Regarding the second factor, the court held the plaintiff’s claims “[arose] out of” Shopify’s forum contacts because it contacted the plaintiff’s device, which it allegedly knew was in California. And the claims “relate[d] to” Shopify’s California contacts because the plaintiff alleged privacy injuries of the type that would “tend to be caused” by Shopify’s software installation and data extraction activities.
On the third prong, the court rejected Shopify’s arguments that personal jurisdiction was improper given the limited extent of its business activities in California and the possibility of jurisdiction in all 50 states. On the first point, the court cited its purposeful direction analysis. As to the second point, the court reasoned that whether Shopify was subject to national jurisdiction was uncertain and would turn on the privacy laws of each state. And in any event, nationwide jurisdiction would not be unfair, said the court, if Shopify’s national contacts resembled its California contacts.

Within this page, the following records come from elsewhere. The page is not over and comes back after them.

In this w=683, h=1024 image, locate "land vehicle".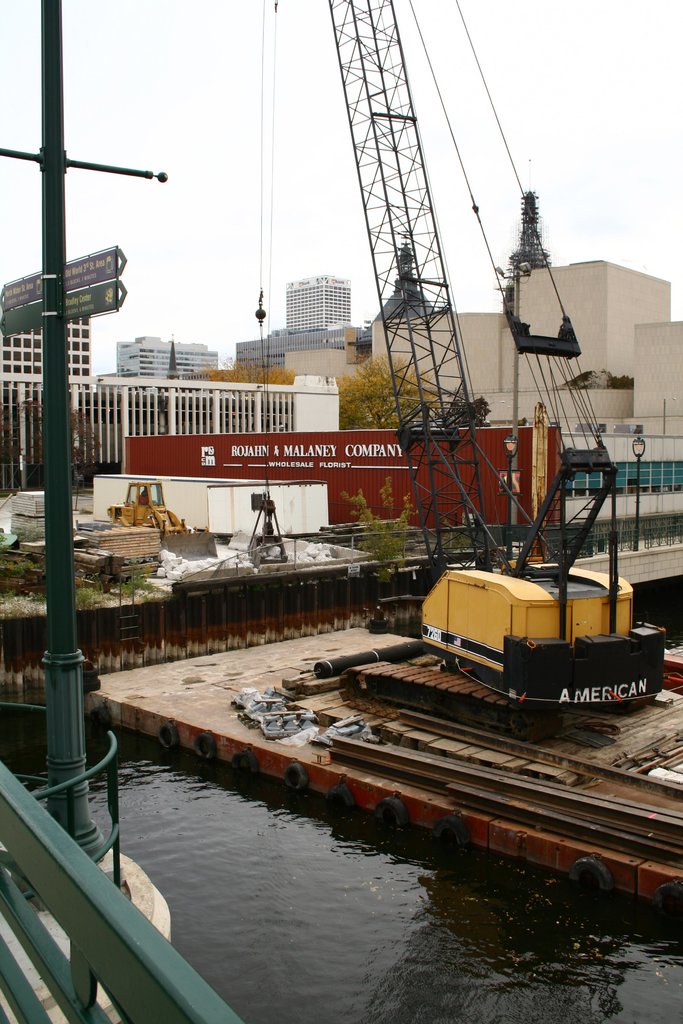
Bounding box: bbox(107, 480, 215, 564).
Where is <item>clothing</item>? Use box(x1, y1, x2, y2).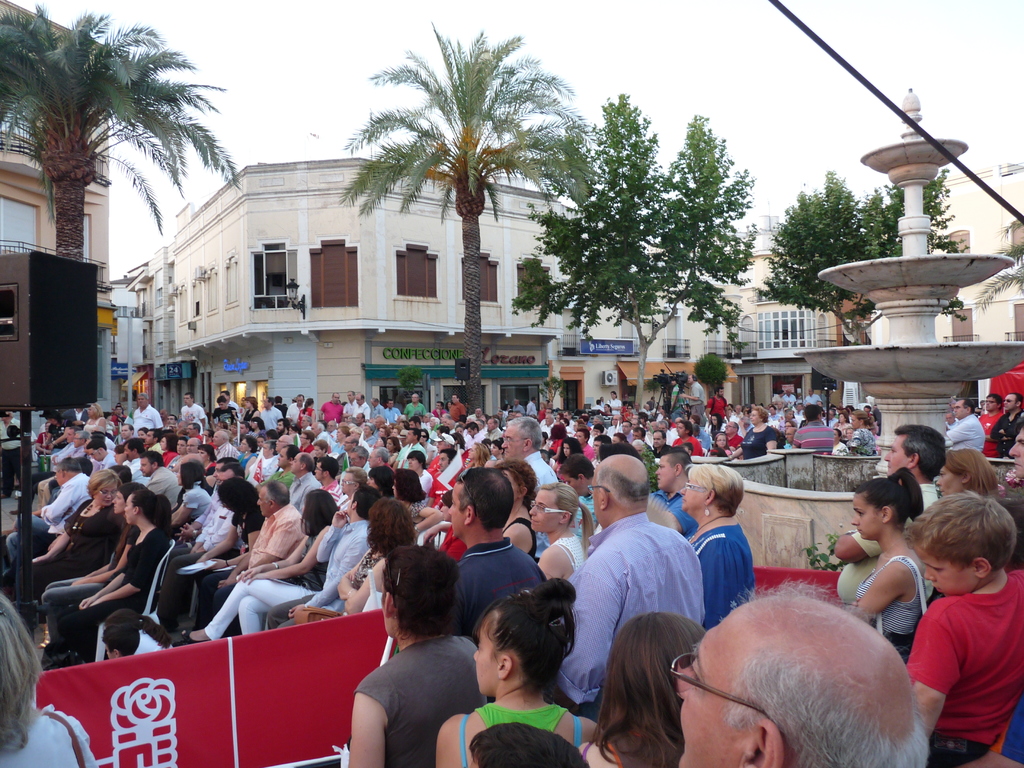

Notably, one judge dissented from the opinion, referencing the transient nature of people and devices and arguing that the majority’s analysis was administratively infeasible because it improperly focused on the connection between the defendant and the plaintiff, who could hop from state to state (the “traveling cookie rule”), as opposed to Shopify’s purposeful direction of conduct toward the forum state. Two concurring opinions, on the other hand, focused on purposeful availment and analogs to physical presence, as opposed to purposeful direction.
As reflected by Briskin, courts continue to struggle to apply “brick and mortar” legal principles to evolving technologies and platforms. Despite the opinion's length, significant uncertainty remains regarding its import and future application. Some plaintiff lawyers will cite Briskin and its elimination of the “differential targeting” standard to support the extension of specific personal jurisdiction beyond vendors to website owners/operators who utilize more common cookie technologies, and to itinerant web surfers or “tester plaintiffs” whose site interactions and disclosures are more limited. To be sure, strong counterarguments exist for limiting Briskin's express aiming analysis to its specific facts, which include a vendor's allegedly surreptitious role in consumer purchases, its marketing of consumer information, and its use of geolocation technology. However, the best risk-mitigation strategy for website operators and vendors in this fluid legal environment remains compliance, including (depending on the circumstances) functional cookie banners and transparent disclosures of privacy policies and terms of use.